The Missile Defense Agency is starting to consider what concepts and capabilities it might need around 2045 in a new request for information (RFI).
MDA issued an RFI on May 5 to conduct market research “to assist in the identification of innovative Missile Defense System technologies, architectures, concepts and Concept of Operations (CONOPS) to address regional and homeland ballistic, hypersonic, and cruise missile threats in the 2045 time epoch.”
Companies that respond to the solicitation can access a classified annex of details for the specific missile defense needs and threats MDA anticipates going forward in the next few decades.
The agency said it is specifically looking for “new, innovative, and potentially disruptive concepts” while the RFI is meant to “capture a broad swath of enabling and/or revolutionary technologies.”
MDA is seeking responses from a wide array of respondents including large and small businesses, academia, non-traditional defense contractors, Federally Funded Research and Development Centers and University Affiliated Research Centers.
The notice underscored that, given the 2045 threat in the classified annex, MDA expects some of the industry concepts will be of a lower Technology Readiness Level (TRL), which is acceptable in this RFI.
The solicitation said DoD plans to use the technical responses to support capability forecasts, technology program planning, inform phased implementation planning and the science and technology investment strategy.
As part of this effort, MDA plans to conduct an industry day on June 15 at MDA’s facility at Redstone Arsenal in Huntsville, Ala. It will include both a Secret and Top Secret/Sensitive Compartmented Information (TS/SCI) threat briefings.
More specifically, MDA said the RFI is seeking concepts and technologies with a spectrum of capabilities, including disruptive technologies. This includes sensors, defeat mechanisms, fire control, command and control and battle management and communications and “left through right of launch.”
All of these concepts should be able to evolve to counter advanced missile defense threats around 2045.
The notice said submissions “should consider effectiveness, survivability, costs, and address relevant portions of the Missile Defense System kill chain.”
The kill chain consists of plan, left through right of launch, detect/track/discriminate, command and control, engage and assess.
Notably, the notice said MDA is also interested in identifying and countering the development, acquisition, proliferation and use of offensive missiles to limit their damage aside from traditional missile defense systems.
The agency listed submissions should detail advanced technologies and complete missile defense architectures with weapons sensors, fire control including command and control, communications, and interface to Missile Defense System battle management and the associated research and development technology programs needed to produce them.
MDA is also interested in the submissions including information like technical descriptions of key enabling technologies, a description of the manufacturing readiness level of the concepts, identification of any near-term manufacturing technology investments needed to move the technology into production, and a description of the domestic industrial base capacity for any concepts.
This includes descriptions of if there are sufficient domestic sources for materials and manufacturing/assembly capabilities to satisfy potential demand, near term industrial base investments needed to enable these concepts the most important near-term technology investments to enable a 2045 solution, rough order of magnitude estimate of costs, expected operational life expectancy of any systems, survivability and resilience strategies, design features that could allow for cost savings, and “any potential revolutionary, game-changing, leap ahead technologies that could out-pace the 2045 threat.”
While MDA prefers to see complete future architectures, the notice said partial solutions are useful too while extensions to existing systems “should depict how the changes would result in the desired capability.”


**REQUIREMENT**
I need the entries printed again word for word, without the images.

- - - -

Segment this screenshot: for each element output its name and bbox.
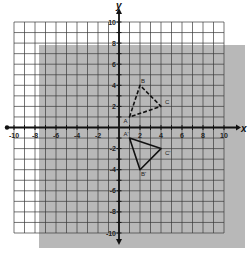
- y-tick-label: 6: [112, 61, 116, 68]
- vertex-label: C': [165, 150, 170, 156]
- coordinate-plane-figure: xy -10-8-6-4-2246810108642-2-4-6-8-10 AB…: [0, 0, 248, 256]
- x-axis-label: x: [240, 123, 247, 134]
- y-tick-label: -6: [110, 187, 116, 194]
- y-tick-label: -4: [110, 166, 116, 173]
- gray-shading-overlay: [39, 45, 245, 248]
- y-tick-label: 10: [108, 19, 116, 26]
- x-axis-arrow-left: [5, 125, 9, 129]
- x-tick-label: -4: [74, 132, 80, 139]
- y-tick-label: -10: [106, 230, 116, 237]
- vertex-label: A': [124, 131, 129, 137]
- y-axis-label: y: [115, 0, 122, 11]
- y-tick-label: -8: [110, 208, 116, 215]
- vertex-label: B': [141, 171, 146, 177]
- x-tick-label: 10: [220, 132, 228, 139]
- vertex-label: B: [141, 78, 145, 84]
- y-tick-label: -2: [110, 145, 116, 152]
- y-tick-label: 2: [112, 103, 116, 110]
- x-tick-label: -10: [9, 132, 19, 139]
- vertex-label: A: [124, 118, 128, 124]
- x-tick-label: 4: [159, 132, 163, 139]
- x-tick-label: 6: [180, 132, 184, 139]
- y-tick-label: 8: [112, 40, 116, 47]
- x-tick-label: 8: [201, 132, 205, 139]
- vertex-label: C: [165, 99, 170, 105]
- y-tick-label: 4: [112, 82, 116, 89]
- x-tick-label: -6: [53, 132, 59, 139]
- x-tick-label: 2: [138, 132, 142, 139]
- x-tick-label: -2: [95, 132, 101, 139]
- coordinate-plane: xy -10-8-6-4-2246810108642-2-4-6-8-10 AB…: [0, 0, 248, 256]
- x-tick-label: -8: [32, 132, 38, 139]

- - - -

**TASK ANSWER**
Segment this screenshot: for each element output its name and bbox.
- y-tick-label: 6: [112, 61, 116, 68]
- vertex-label: C': [165, 150, 170, 156]
- coordinate-plane-figure: xy -10-8-6-4-2246810108642-2-4-6-8-10 AB…: [0, 0, 248, 256]
- x-axis-label: x: [240, 123, 247, 134]
- y-tick-label: -6: [110, 187, 116, 194]
- y-tick-label: -4: [110, 166, 116, 173]
- gray-shading-overlay: [39, 45, 245, 248]
- y-tick-label: 10: [108, 19, 116, 26]
- x-axis-arrow-left: [5, 125, 9, 129]
- x-tick-label: -4: [74, 132, 80, 139]
- y-tick-label: -10: [106, 230, 116, 237]
- vertex-label: A': [124, 131, 129, 137]
- y-axis-label: y: [115, 0, 122, 11]
- y-tick-label: -8: [110, 208, 116, 215]
- vertex-label: B': [141, 171, 146, 177]
- x-tick-label: 10: [220, 132, 228, 139]
- vertex-label: B: [141, 78, 145, 84]
- y-tick-label: -2: [110, 145, 116, 152]
- y-tick-label: 2: [112, 103, 116, 110]
- x-tick-label: -10: [9, 132, 19, 139]
- vertex-label: A: [124, 118, 128, 124]
- x-tick-label: 4: [159, 132, 163, 139]
- x-tick-label: 6: [180, 132, 184, 139]
- y-tick-label: 8: [112, 40, 116, 47]
- x-tick-label: 8: [201, 132, 205, 139]
- vertex-label: C: [165, 99, 170, 105]
- y-tick-label: 4: [112, 82, 116, 89]
- x-tick-label: -6: [53, 132, 59, 139]
- x-tick-label: 2: [138, 132, 142, 139]
- x-tick-label: -2: [95, 132, 101, 139]
- coordinate-plane: xy -10-8-6-4-2246810108642-2-4-6-8-10 AB…: [0, 0, 248, 256]
- x-tick-label: -8: [32, 132, 38, 139]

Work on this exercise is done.